A Quote by Terry Venables

I felt a lump in my throat as the ball went in. — © Terry Venables
I felt a lump in my throat as the ball went in.

Quote Topics

Life is lumpy. And a lump in the oatmeal, a lump in the throat, and a lump in a breast are not the same lump. One should learn the difference.
For thirty years now, in times of stress and strain, when something has me backed against the wall and I'm ready to do something really stupid with my anger, a sorrowful face appears in my mind and asks... "Problem or inconvenience?" I think of this as the Wollman Test of Reality. Life is lumpy. And a lump in the oatmeal, a lump in the throat, and a lump in the breast are not the same lump. One should learn the difference.
One of life's best coping mechanisms is to know the difference between an inconvenience and a problem. If you break your neck, if you have nothing to eat, if your house is on fire, then you’ve got a problem. Everything else is an inconvenience. Life is inconvenient. Life is lumpy. A lump in the oatmeal, a lump in the throat and a lump in the breast are not the same kind of lump. One needs to learn the difference.
I had a sore throat for a long time and it scared me. I saw a lump in my throat and I was terrified. I wouldn't go to a doctor.
You moved my head so that it was lying in your lap. "Keep your eyes open," you said. "Stay with me." I tried. It felt like I was using every muscle in my face. But I did it. I saw you from upside down, your lips above my eyes and your eyes above my lips. "Talk to me," you said. My throat felt like it was closing up, as if my skin had swollen, making my throat a lump of solid flesh. I gripped your hand. "Keep watching me, then," you said. "Keep listening.
A poem begins with a lump in the throat
A lump in the throat is worth two on the head.
Kids can be a pain in the neck when they're not a lump in your throat.
Later when I thought of the chickens, one of those rare pale blue eggs rose up into my throat. The chickens had been part of our family, and the egg in my throat was the feeling of something missing. It was hard and smooth and heavy, but also so fragile it might break and make me cry. It was the feeling of growing out of a favorite shirt, milk spilled on the floor, the last bit of honey in the jar, falling apple blossoms. It was the lump in the throat behind everything beautiful in life.
A poem begins as a lump in the throat, a sense of wrong, a homesickness, a lovesickness.
It is hard for me to imagine that I felt good about behaving like that. I also remember that the smallest gesture of affection would bring a lump to my throat, whether it was directed at me or at someone else. Sometimes all it took was a scene in a movie. This juxtaposition of callousness and extreme sensitivity seemed suspicious even to me.
I am a sentimental guy, and occasionally, that lump in my throat when I speak has stopped my tongue from working.
I'm always crying. I get a lump in my throat when I see intimacy between parents and their children.
At first he thought he felt bad because he was afraid of leading an army, but it wasn't true. He knew he'd make a good commander. He felt himself wanting to cry. He hadn't cried since the first few days of homesickness after he got here. He tried to put a name on the feeling that put a lump in his throat and made him sob silently, however much he tried to hold it down. He bit down on his hand to stop the feeling, to replace it with pain. It didn't help.
A lump rises in our throat at the sight of beauty from an implicit knowledge that the happiness it hints at is the exception.
Many of my cartoons are not a belly laugh. I go for nostalgia, the lump in the throat, the tear in the eye, the tug in the heart.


__Task requirements__.
How many lines in the material below include the string "wrist"? Only the number should be given.

Start of Dataset excerpts

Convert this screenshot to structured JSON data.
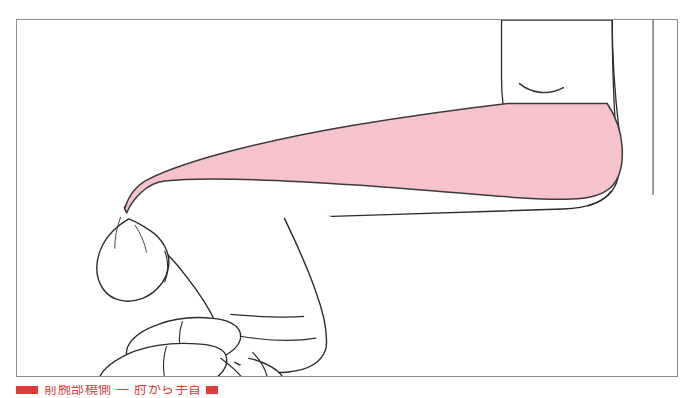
{
  "figure": {
    "frame": {
      "border_color": "#8d8d8d",
      "background_color": "#ffffff"
    },
    "highlight": {
      "label": "highlighted muscle region",
      "fill_color": "#f6c3cd",
      "stroke_color": "#3a3a3a",
      "description": "tapering pink band running along the dorsal/superior surface of the forearm from the wrist to the elbow"
    },
    "outline": {
      "stroke_color": "#2b2b2b",
      "fill_color": "#ffffff"
    },
    "parts": [
      {
        "name": "fingers",
        "label": "curled fingers"
      },
      {
        "name": "thumb",
        "label": "thumb"
      },
      {
        "name": "palm",
        "label": "palm"
      },
      {
        "name": "wrist",
        "label": "wrist"
      },
      {
        "name": "forearm",
        "label": "forearm"
      },
      {
        "name": "elbow",
        "label": "elbow"
      },
      {
        "name": "upper-arm",
        "label": "upper arm"
      },
      {
        "name": "elbow-crease",
        "label": "elbow crease mark"
      }
    ]
  },
  "caption": {
    "marker_color": "#e03b3b",
    "text": "前腕部橈側 — 肘から手首",
    "cropped": "caption is cut off at the bottom edge of the image"
  }
}
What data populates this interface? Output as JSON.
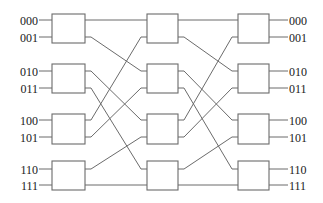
{
  "diagram": {
    "type": "omega-network-8x8",
    "stages": 3,
    "switches_per_stage": 4,
    "colors": {
      "line": "#6b6b6b",
      "text": "#1a1a1a",
      "background": "#ffffff"
    },
    "input_labels": [
      "000",
      "001",
      "010",
      "011",
      "100",
      "101",
      "110",
      "111"
    ],
    "output_labels": [
      "000",
      "001",
      "010",
      "011",
      "100",
      "101",
      "110",
      "111"
    ],
    "port_y": [
      20,
      37,
      71,
      88,
      120,
      137,
      169,
      185
    ],
    "switch_rows": [
      {
        "top": 14,
        "bottom": 43
      },
      {
        "top": 64,
        "bottom": 93
      },
      {
        "top": 114,
        "bottom": 144
      },
      {
        "top": 161,
        "bottom": 190
      }
    ],
    "stage_columns": [
      {
        "left": 52,
        "right": 85
      },
      {
        "left": 147,
        "right": 178
      },
      {
        "left": 238,
        "right": 269
      }
    ],
    "interstage_connections": [
      {
        "from_stage": 1,
        "to_stage": 2,
        "map": [
          0,
          2,
          4,
          6,
          1,
          3,
          5,
          7
        ]
      },
      {
        "from_stage": 2,
        "to_stage": 3,
        "map": [
          0,
          2,
          4,
          6,
          1,
          3,
          5,
          7
        ]
      }
    ]
  }
}
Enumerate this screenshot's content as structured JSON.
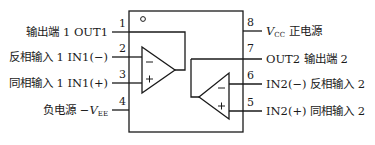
{
  "diagram": {
    "type": "dual op-amp 8-pin package pinout",
    "line_color": "#1a1a1a",
    "package": {
      "orientation_mark": "○",
      "left_pins": [
        {
          "num": "1",
          "label_cn": "输出端 1",
          "label_en": "OUT1"
        },
        {
          "num": "2",
          "label_cn": "反相输入 1",
          "label_en": "IN1(−)"
        },
        {
          "num": "3",
          "label_cn": "同相输入 1",
          "label_en": "IN1(+)"
        },
        {
          "num": "4",
          "label_cn": "负电源",
          "label_en": "−V",
          "subscript": "EE"
        }
      ],
      "right_pins": [
        {
          "num": "8",
          "label_en": "V",
          "subscript": "CC",
          "label_cn": "正电源"
        },
        {
          "num": "7",
          "label_en": "OUT2",
          "label_cn": "输出端 2"
        },
        {
          "num": "6",
          "label_en": "IN2(−)",
          "label_cn": "反相输入 2"
        },
        {
          "num": "5",
          "label_en": "IN2(+)",
          "label_cn": "同相输入 2"
        }
      ]
    },
    "amplifiers": [
      {
        "name": "op-amp 1",
        "inv_sign": "−",
        "noninv_sign": "+"
      },
      {
        "name": "op-amp 2",
        "inv_sign": "−",
        "noninv_sign": "+"
      }
    ]
  }
}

End of Dataset excerpts

__Response to the exercise__.
3